The case has been widely reported in the media, with articles appearing in The Times, The Guardian, and The Daily Mail, as well as Haaretz.

This decision arises following the collapse of Aeroflot’s fraud claim against Mr Nikolay Glushkov and corporate defendants known as the Forus companies on the afternoon of the last working day before the start of opening submissions at a 6 week trial that was due to be heard in the Chancery Division.

Since 2010, Aeroflot (the Russian state airline) had vigorously prosecuted allegations of fraud, conspiracy, and dishonesty against Mr Glushkov (its former First Deputy Director General) and the Forus companies.

From the end of 2014 onwards, Mr Glushkov had been forced to defend himself as a litigant in person as he could no longer afford to pay lawyers to represent him.  Mr Glushkov also suffered from severe health problems while he sought to clear his name.

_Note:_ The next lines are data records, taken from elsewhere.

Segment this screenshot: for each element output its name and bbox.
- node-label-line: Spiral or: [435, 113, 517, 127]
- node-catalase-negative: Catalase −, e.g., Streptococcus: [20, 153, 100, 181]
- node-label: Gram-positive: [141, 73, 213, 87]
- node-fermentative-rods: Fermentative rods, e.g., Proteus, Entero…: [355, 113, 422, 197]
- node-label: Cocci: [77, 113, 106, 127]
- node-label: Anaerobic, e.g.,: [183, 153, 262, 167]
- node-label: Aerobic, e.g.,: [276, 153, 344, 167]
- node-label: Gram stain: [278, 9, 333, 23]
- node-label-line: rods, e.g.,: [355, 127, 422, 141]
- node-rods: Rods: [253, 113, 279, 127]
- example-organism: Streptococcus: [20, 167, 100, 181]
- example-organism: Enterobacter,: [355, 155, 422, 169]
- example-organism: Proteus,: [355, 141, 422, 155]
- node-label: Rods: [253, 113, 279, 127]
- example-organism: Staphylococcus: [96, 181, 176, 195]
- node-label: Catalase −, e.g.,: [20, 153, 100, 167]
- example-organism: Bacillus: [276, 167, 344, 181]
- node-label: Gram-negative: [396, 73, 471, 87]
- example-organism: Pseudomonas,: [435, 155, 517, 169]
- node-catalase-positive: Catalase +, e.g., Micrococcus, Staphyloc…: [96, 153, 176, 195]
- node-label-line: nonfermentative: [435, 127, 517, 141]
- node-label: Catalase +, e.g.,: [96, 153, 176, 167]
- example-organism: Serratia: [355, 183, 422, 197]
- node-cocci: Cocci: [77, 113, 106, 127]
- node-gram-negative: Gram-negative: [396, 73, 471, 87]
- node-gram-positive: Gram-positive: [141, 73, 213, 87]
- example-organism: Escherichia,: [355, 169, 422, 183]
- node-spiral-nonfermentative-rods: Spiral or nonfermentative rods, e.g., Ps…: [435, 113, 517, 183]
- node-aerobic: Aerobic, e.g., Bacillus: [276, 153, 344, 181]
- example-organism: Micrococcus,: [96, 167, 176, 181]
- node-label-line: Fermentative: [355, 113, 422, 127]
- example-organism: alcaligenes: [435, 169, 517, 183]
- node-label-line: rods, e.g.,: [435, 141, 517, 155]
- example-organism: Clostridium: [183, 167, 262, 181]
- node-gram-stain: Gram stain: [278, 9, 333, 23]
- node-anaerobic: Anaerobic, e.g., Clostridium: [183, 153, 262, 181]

On 12 March 2018, a few weeks before the trial was due to commence and on the same day as an important interlocutory hearing at which Aeroflot unsuccessfully applied to adjourn the trial, Mr Glushkov was found dead at his home by his daughter and civil partner.  Mr Glushkov’s death is the subject of an on-going murder investigation.

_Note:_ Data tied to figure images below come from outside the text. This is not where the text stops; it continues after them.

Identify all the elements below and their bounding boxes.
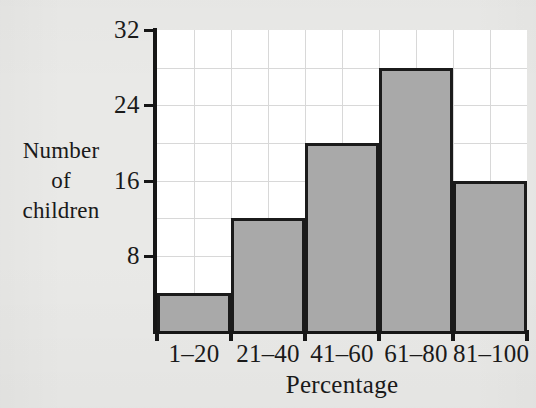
y-tick-label: 8	[96, 243, 140, 268]
x-tick-label: 81–100	[453, 340, 527, 368]
x-tick-label: 41–60	[305, 340, 379, 368]
y-tick-label: 16	[96, 168, 140, 193]
y-tick-mark	[144, 104, 155, 107]
bar-1–20	[157, 293, 231, 331]
y-tick-label: 32	[96, 17, 140, 42]
bar-41–60	[305, 143, 379, 331]
gridline-vertical	[194, 30, 195, 331]
y-axis-title-line-3: children	[6, 196, 116, 226]
y-tick-mark	[144, 180, 155, 183]
y-tick-mark	[144, 29, 155, 32]
y-tick-label: 24	[96, 92, 140, 117]
chart-page: Number of children 8162432 1–2021–4041–6…	[0, 0, 536, 408]
bar-21–40	[231, 218, 305, 331]
x-tick-label: 21–40	[231, 340, 305, 368]
x-tick-label: 61–80	[379, 340, 453, 368]
y-tick-mark	[144, 255, 155, 258]
x-tick-label: 1–20	[157, 340, 231, 368]
plot-area	[157, 30, 527, 331]
y-axis-title-line-1: Number	[6, 136, 116, 166]
x-axis-title: Percentage	[157, 371, 527, 399]
bar-61–80	[379, 68, 453, 331]
bar-81–100	[453, 181, 527, 332]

Without any explanation or apology, Aeroflot applied for permission to discontinue the whole of its claim against Mr Glushkov’s estate and the Forus companies on the eve of trial.

The court’s judgment determines that Aeroflot must pay the costs of the defendants, to be assessed on the indemnity basis.

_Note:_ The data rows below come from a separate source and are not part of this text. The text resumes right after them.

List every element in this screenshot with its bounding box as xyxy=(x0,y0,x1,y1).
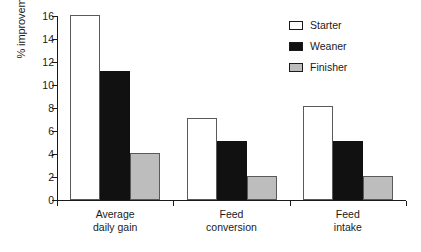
bar-starter-3 xyxy=(303,106,333,200)
bar-starter-2 xyxy=(187,118,217,200)
bar-finisher-3 xyxy=(363,176,393,200)
y-tick-label: 14 xyxy=(42,31,54,47)
y-tick-label: 4 xyxy=(48,146,54,162)
x-axis-line xyxy=(57,200,406,201)
legend-swatch-starter xyxy=(289,21,303,30)
x-tick-mark xyxy=(406,201,407,206)
legend-label-weaner: Weaner xyxy=(310,40,347,53)
y-tick-label: 8 xyxy=(48,100,54,116)
x-tick-mark xyxy=(290,201,291,206)
y-tick-label: 16 xyxy=(42,8,54,24)
x-tick-mark xyxy=(57,201,58,206)
bar-weaner-2 xyxy=(217,141,247,200)
bar-starter-1 xyxy=(70,15,100,200)
y-axis-line xyxy=(57,16,58,201)
x-tick-mark xyxy=(173,201,174,206)
legend-item-weaner: Weaner xyxy=(289,38,347,55)
y-axis-title: % improvement xyxy=(13,0,29,76)
bar-chart: % improvement 0246810121416 Averagedaily… xyxy=(0,0,421,252)
legend-item-finisher: Finisher xyxy=(289,59,347,76)
bar-finisher-2 xyxy=(247,176,277,200)
bar-finisher-1 xyxy=(130,153,160,200)
legend-label-starter: Starter xyxy=(310,19,342,32)
legend-item-starter: Starter xyxy=(289,17,347,34)
bar-weaner-1 xyxy=(100,71,130,200)
plot-area: 0246810121416 xyxy=(57,16,406,201)
y-tick-label: 10 xyxy=(42,77,54,93)
bar-weaner-3 xyxy=(333,141,363,200)
category-label-2: Feedconversion xyxy=(173,208,289,234)
y-tick-label: 2 xyxy=(48,169,54,185)
category-label-1: Averagedaily gain xyxy=(57,208,173,234)
legend-swatch-weaner xyxy=(289,42,303,51)
category-label-3: Feedintake xyxy=(290,208,406,234)
legend-label-finisher: Finisher xyxy=(310,61,347,74)
y-tick-label: 12 xyxy=(42,54,54,70)
y-tick-label: 0 xyxy=(48,192,54,208)
legend-swatch-finisher xyxy=(289,63,303,72)
chart-legend: StarterWeanerFinisher xyxy=(289,17,347,80)
y-tick-label: 6 xyxy=(48,123,54,139)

In her judgment, Mrs Justice Rose noted the defendants’ submission that “Aeroflot’s game, or the game of the Russian state acting through Aeroflot, was essentially to use civil proceedings as an instrument of political oppression” before going on to find that the “inevitable inference” to be drawn from Aeroflot’s decision to discontinue its claims was that “Aeroflot and its advisers realised that their case was doomed to fail in its entirety”.

In determining that Aeroflot’s conduct was “out of the norm” so as to justify an award of indemnity costs, Mrs Justice Rose found that on at least three significant occasions during the course of the proceedings the court had been “misled” as a result of the provision of “incorrect information” by Aeroflot “where all the mistakes were as to material facts being placed before the court and all served to enhance the likelihood of Aeroflot obtaining the relief that it was seeking”.

Mrs Justice Rose also castigated Aeroflot and its legal team for their “shameful” and “shocking” treatment of Mr Glushkov’s family after his death, noting that one particularly aggressive letter containing “many intrusive and hectoring questions” demonstrated that Aeroflot and its legal representatives had lost “sight of any basic standard of decent and compassionate behaviour”.  Mrs Justice Rose also noted that the distress of Mr Glushkov’s family had been “compounded by the knowledge that for many years during which Mr Glushkov’s health was deteriorating, Mr Glushkov had struggled to defend himself against what he saw as a politically motivated campaign of persecution by Aeroflot and the Russian state”.

Mrs Justice Rose has ordered Aeroflot to make payments on account totalling in excess of £3.6 million to Mr Glushkov’s estate and to the Forus companies.

Francis Tregear QC, Alexander Pelling, and Owen Curry (instructed by Streathers Solicitors LLP) acted for the Forus companies.

Daniel Warents (instructed by Charles Douglas Solicitors LLP) acted for the estate of Mr Glushkov.

Simon Davenport QC of 3 Hare Court (instructed by Pinsent Masons LLP) acted for Aeroflot.